If the latter, then adding a month to Feb 27th gets you to March 27th, but adding a month to Feb 28th gets you to March 31st (except in leap years, where it gets you to March 28th). Then subtracting a month from March 30th gets you... Feb 27th? Who knows...
For those looking for a simple solution, just add milliseconds and be done.

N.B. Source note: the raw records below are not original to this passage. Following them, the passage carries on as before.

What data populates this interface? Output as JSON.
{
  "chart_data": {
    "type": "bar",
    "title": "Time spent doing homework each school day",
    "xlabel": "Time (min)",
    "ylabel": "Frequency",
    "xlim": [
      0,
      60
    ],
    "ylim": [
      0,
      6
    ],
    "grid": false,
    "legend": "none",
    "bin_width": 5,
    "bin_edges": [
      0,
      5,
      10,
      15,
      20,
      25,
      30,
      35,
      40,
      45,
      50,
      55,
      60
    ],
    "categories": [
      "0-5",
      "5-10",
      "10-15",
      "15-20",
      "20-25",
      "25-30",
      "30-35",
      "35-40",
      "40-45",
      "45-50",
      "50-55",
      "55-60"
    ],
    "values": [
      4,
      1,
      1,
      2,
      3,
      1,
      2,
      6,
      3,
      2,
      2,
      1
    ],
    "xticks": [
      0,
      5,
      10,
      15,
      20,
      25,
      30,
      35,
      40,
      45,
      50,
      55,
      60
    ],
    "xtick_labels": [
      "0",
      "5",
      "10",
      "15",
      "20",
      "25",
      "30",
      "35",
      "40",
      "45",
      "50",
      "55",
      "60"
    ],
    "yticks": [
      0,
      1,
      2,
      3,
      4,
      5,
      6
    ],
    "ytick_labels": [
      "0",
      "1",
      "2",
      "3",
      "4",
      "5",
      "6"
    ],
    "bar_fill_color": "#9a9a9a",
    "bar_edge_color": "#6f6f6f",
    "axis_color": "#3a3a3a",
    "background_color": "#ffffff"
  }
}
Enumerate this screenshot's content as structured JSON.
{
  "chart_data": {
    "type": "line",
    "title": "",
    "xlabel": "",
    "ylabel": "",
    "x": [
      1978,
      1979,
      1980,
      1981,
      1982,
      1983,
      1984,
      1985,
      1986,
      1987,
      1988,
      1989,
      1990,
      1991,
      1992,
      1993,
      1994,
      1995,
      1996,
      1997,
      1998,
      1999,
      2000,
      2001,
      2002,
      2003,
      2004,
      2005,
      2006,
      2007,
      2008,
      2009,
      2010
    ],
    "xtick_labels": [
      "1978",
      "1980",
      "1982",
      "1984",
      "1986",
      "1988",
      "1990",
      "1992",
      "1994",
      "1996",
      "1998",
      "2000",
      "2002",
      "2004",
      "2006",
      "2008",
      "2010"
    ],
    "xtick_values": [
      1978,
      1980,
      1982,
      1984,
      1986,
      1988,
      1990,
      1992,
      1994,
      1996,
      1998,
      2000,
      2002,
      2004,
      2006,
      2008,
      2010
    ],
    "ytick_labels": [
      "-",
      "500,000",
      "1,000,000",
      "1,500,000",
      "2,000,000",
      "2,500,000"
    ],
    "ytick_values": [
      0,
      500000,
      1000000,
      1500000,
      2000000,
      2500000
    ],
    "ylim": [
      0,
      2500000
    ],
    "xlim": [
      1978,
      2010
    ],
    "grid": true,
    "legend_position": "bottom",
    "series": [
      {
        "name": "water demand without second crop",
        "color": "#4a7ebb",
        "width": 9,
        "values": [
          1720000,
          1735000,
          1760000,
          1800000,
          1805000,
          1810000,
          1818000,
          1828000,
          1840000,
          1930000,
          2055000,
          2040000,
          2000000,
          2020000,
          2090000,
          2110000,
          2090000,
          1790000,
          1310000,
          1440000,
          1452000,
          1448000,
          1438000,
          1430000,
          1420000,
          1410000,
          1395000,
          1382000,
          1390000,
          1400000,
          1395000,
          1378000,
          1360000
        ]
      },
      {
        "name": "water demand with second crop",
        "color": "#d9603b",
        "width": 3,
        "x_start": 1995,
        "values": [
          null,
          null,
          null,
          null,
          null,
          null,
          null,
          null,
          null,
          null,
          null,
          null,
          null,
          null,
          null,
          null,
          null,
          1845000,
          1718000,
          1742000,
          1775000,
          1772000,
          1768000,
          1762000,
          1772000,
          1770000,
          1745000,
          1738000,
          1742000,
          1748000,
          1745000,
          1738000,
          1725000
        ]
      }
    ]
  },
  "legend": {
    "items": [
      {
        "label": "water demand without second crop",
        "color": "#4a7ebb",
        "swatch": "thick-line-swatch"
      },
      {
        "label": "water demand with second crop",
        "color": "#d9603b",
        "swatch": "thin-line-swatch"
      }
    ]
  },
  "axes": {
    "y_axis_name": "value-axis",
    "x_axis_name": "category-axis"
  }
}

function getDatePlusDays(dt, days) {
return new Date(dt.getTime() + (days * 86400000));
}
or
Date.prototype.addDays = function(days) {
this = new Date(this.getTime() + (days * 86400000));
};
I have done by using Moment Js Library
Refs: https://momentjs.com/
startDate = new Date()
endDate = moment(startDate).add(2, "Months").format("YYYY-MM-DD")
endDate= new Date (endDate)
var a=new Date();
a.setDate(a.getDate()+5);
As above stated method, you can add month to Date function.